Slavery in Black & White by Robert Elder

Slavery in Black & White

Dwelling Place: A Plantation Epic
by Erskine Clarke
Yale University Press, 2007
(624 pages, $20.00, paperback)

reviewed by Robert Elder

Erskine Clarke’s Dwelling Place: A Plantation Epic is a study of a small group of families, both black and white, in one Georgia county, in the decades before the Civil War. At that time and in that place, the black families were enslaved to the white families, living under the peculiar institution that represents the original sin in the national narrative of America as Eden. The book recently won the Bancroft Prize, one of history’s highest honors.

THIS ARTICLE ONLY AVAILABLE TO SUBSCRIBERS.
FOR QUICK ACCESS:


Robert Elder is currently writing a dissertation at Emory University on honor culture and Evangelical Christianity in the nineteenth-century American South. He writes the weblog, Clio and Calvin. He lives in Decatur, Georgia, with his wife Catherine, and is a member of Christ Church Presbyterian.

Print &
Online Subscription

Get six issues (one year) of Touchstone PLUS full online access including pdf downloads for only $39.95. That's only $3.34 per month!

Online
Subscription

Get a one-year full-access subscription to the Touchstone online archives for only $19.95. That's only $1.66 per month!

bulk subscriptions

Order Touchstone subscriptions in bulk and save $10 per sub! Each subscription includes 6 issues of Touchstone plus full online access to touchstonemag.com—including archives, videos, and pdf downloads of recent issues for only $29.95 each! Great for churches or study groups.

Transactions will be processed on a secure server.


more from the online archives

30.2—March/April 2017

Rescuing Cervantes

on Reading Don Quixote in Its Original Christian Context by Luis Cortest

30.4—July/Aug 2017

Soul Comforter

on Emily Dickinson & the Source of Our Hope by Josh Mayo

20.7—September 2007

Retaking Mars Hill

Paul Didn’t Build Bridges to Popular Culture by Russell D. Moore

calling all readers

Please Donate

"There are magazines worth reading but few worth saving . . . Touchstone is just such a magazine."
—Alice von Hildebrand

"Here we do not concede one square millimeter of territory to falsehood, folly, contemporary sentimentality, or fashion. We speak the truth, and let God be our judge. . . . Touchstone is the one committedly Christian conservative journal."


# Work task:
Exact repetition, please: start with the line where "Get detection for human face." appears and stop after the final line of the records.
:::::
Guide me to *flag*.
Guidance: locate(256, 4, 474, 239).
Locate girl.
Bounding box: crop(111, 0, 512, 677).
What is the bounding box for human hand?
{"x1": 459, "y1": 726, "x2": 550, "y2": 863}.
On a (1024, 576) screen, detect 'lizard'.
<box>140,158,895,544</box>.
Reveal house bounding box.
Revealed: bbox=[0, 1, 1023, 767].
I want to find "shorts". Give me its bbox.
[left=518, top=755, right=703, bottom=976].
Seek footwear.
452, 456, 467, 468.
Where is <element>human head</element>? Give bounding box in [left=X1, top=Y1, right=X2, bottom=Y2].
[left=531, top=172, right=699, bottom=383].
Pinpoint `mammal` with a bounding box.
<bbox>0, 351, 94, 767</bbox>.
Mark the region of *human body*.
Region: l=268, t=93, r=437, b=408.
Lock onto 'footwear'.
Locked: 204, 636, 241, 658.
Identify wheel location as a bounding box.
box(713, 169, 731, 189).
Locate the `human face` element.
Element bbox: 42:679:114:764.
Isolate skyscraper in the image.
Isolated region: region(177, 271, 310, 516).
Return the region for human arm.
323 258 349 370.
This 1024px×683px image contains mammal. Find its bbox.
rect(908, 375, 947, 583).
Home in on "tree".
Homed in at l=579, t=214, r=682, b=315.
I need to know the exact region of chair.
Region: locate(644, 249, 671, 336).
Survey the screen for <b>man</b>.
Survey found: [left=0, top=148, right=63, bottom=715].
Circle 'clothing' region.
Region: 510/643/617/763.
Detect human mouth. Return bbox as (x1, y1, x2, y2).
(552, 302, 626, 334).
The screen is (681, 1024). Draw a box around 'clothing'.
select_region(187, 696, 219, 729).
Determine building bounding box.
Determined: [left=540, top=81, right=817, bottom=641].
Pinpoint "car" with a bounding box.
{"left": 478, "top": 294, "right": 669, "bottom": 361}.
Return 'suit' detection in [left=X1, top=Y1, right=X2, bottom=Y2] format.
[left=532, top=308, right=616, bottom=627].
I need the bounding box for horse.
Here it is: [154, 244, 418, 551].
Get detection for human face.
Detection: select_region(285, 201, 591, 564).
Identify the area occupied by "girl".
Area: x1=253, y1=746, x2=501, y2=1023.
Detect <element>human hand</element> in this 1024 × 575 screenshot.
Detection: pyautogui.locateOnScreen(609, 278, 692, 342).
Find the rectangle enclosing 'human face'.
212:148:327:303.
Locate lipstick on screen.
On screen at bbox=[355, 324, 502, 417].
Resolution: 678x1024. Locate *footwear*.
:::::
# Output of the exercise:
Get detection for human face.
Detection: select_region(285, 201, 591, 564).
Identify the area occupied by "girl".
Area: x1=253, y1=746, x2=501, y2=1023.
Detect <element>human hand</element> in this 1024 × 575 screenshot.
Detection: pyautogui.locateOnScreen(609, 278, 692, 342).
Find the rectangle enclosing 'human face'.
212:148:327:303.
Locate lipstick on screen.
On screen at bbox=[355, 324, 502, 417].
Resolution: 678x1024. Locate *footwear*.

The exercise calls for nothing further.